Tips for Successful Blogging

2009 February 12
by Tyler

Do I have a resume to be able to blog about blogging? Nope.

Why should you take my advice? You might be a better blogger if you didn’t.

I’ve been blogging since September 2007, about a year and a half. I am by-no-means an expert. However, I do think I’ve been able to figure a few things out.

I gauge blogging “success” by page hits, comments, subscribers, friendships made, but mostly by how well you hit your goal for blogging. Everyone blogs for a different reason and success should be gauged in that way. If you blog so your family knows what is going on in your life then gauge success by how many family members you stay in touch with now that you blog compared to when you didn’t blog. If you blog to network with people in your field, judge success by how many friendships you’ve made. And if you blog to make money, gauge success by hits and subscribers.

Here is my unorganized list for what makes a successful blog:

  1. Engage your readers. What I mean by this is don’t let someone come read your blog and have no reason to comment. If and when they comment, don’t just let them comment and you not reply in some way. Blogging is not one way communication, it is a conversation. Reply to a comment by email or by posting a comment of your own. If you don’t engage, people will stop commenting and then stop reading.
  2. Focus on one topic. I fail at this miserably, and yet you all still read which is amazing. If you can create a niche where you are an expert, your blog will take off. Unless you are already famous, the odds that people will read your rants about anything and everything is really low. But people will read a thoughtful blog that focuses on a niche even if they don’t know you.
  3. Write short posts. I’ve been to the blogs that write posts that are 2,000 words each. I also leave those same blogs after 2 scrolls down the page. No one engages with a blog that is long-winded. Blogging isn’t writing a book.
  4. Once you have a blog, don’t switch hosts. I started blogging with Blogger and about 5 months in I switched to WordPress. I’m very happy with the switch, but it took about 2 months to get the same number of readers onto my new blog. If you do switch, keep posting on the first blog in a certain niche and link to your other blog often.
  5. Link away. This all goes back to blogging being a conversation, not one way communication. I have always gone to blogs that link to me. I haven’t always gone back, but if you want readers linking provides one way.
  6. Blog consistently. Nothing is worse than the blogger who blogs once every 2 months. I also think you probably have to write 200 to 400 posts before you really figure out what you are doing anyway. The only way to get a number that high is to blog often.
  7. Don’t blog about politics. I failed at this too. If you risk it, you will be labeled and put into a group that will be viewed as negative by a good percentage of your readers. That is just how it happens.
  8. Read other blogs. It will help you get ideas for how to blog. It will also help you figure out things you want to try and things you want to avoid in blogging.

Anything you would add?

  • http://ash-nits.blogspot.com ash

    not bad, not bad, some good tips. no worries about the ones you fail…i mean some rules were just made to be broken…as long as you “blogify” the world and keep up w/ it on some steady level…then you’re good to go, i think. i do not, however, know how you blog everyday. i mean sure, in some capacity i write every day, but blog? i’ll stick to a couple/few time a week….thanks for the “food” though, we all appreciate it, truly we do

  • http://manofdepravity.com Tyler

    Ash- The key to my success has been steroids. It has given my brain the capacity to keep up with daily blogging.

  • http://ryanguard.net ryanguard

    I’m not sure I totally agree with #4, at least in my humble I-don’t-know-much opinion. I was on Blogger to start, and switching to WordPress was a MUST. I get lots of referrals from the Blogger account, but my WordPress is the first one that pops up now on the search engines. I have no use for two personal blogs either, so now it just sits there.

  • http://manofdepravity.com Tyler

    I think if you kept the other blog more active you might get more hits from there. I do exactly what you do. The bottom line is to not delete that first blog because there will always be some traffic from there.

  • Joyce

    How did you find the photo of me at the typewriter ? ! !

    I’m shocked. That photo was of me from my executive secretarial days at Pillsbury.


## What to produce
Should any entry hold a picture, omit that picture and copy the rest of the entry exactly.

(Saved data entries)
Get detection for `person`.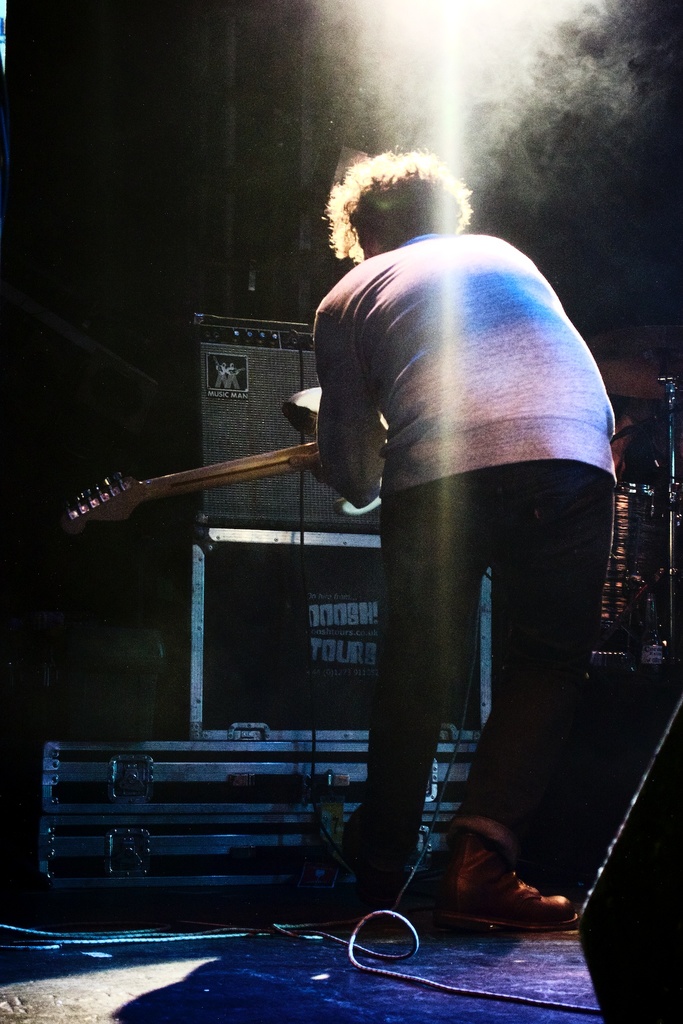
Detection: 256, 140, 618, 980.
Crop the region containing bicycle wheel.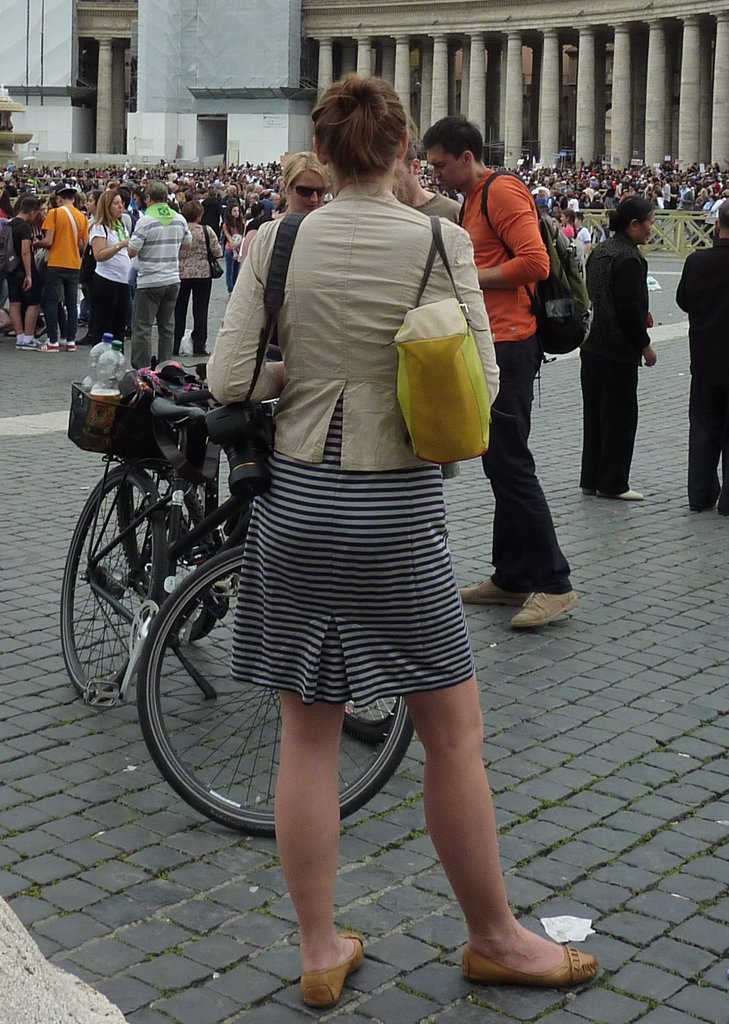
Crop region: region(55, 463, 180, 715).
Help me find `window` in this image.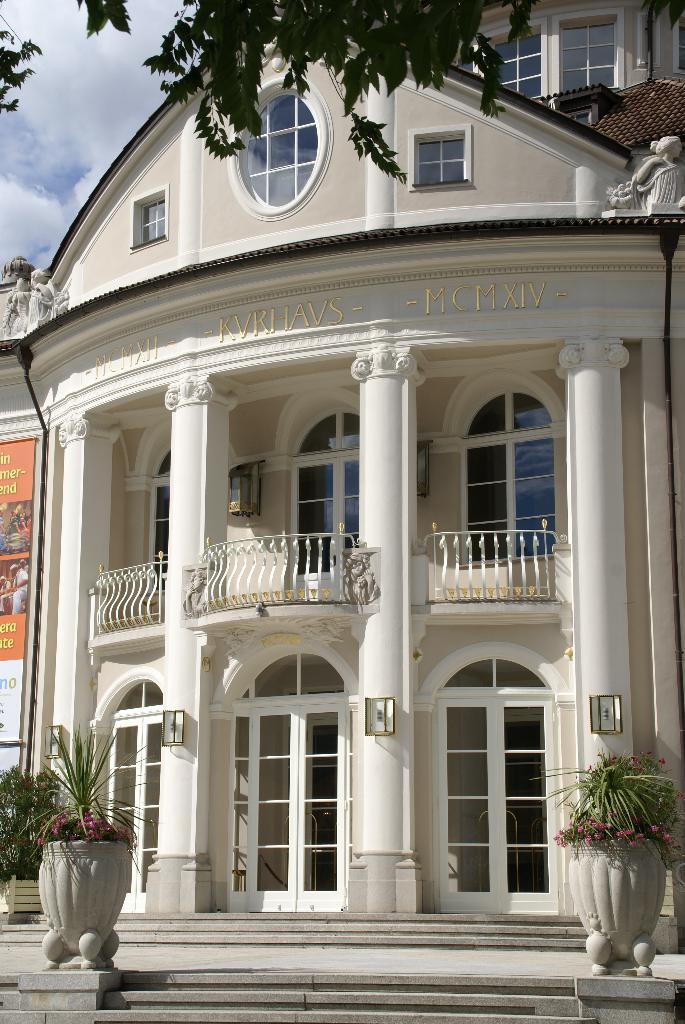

## Exercise answer
Get detection for `person`.
Detection: 256, 140, 618, 980.
Crop the region containing bicycle wheel.
Crop region: region(55, 463, 180, 715).
Help me find `window` in this image.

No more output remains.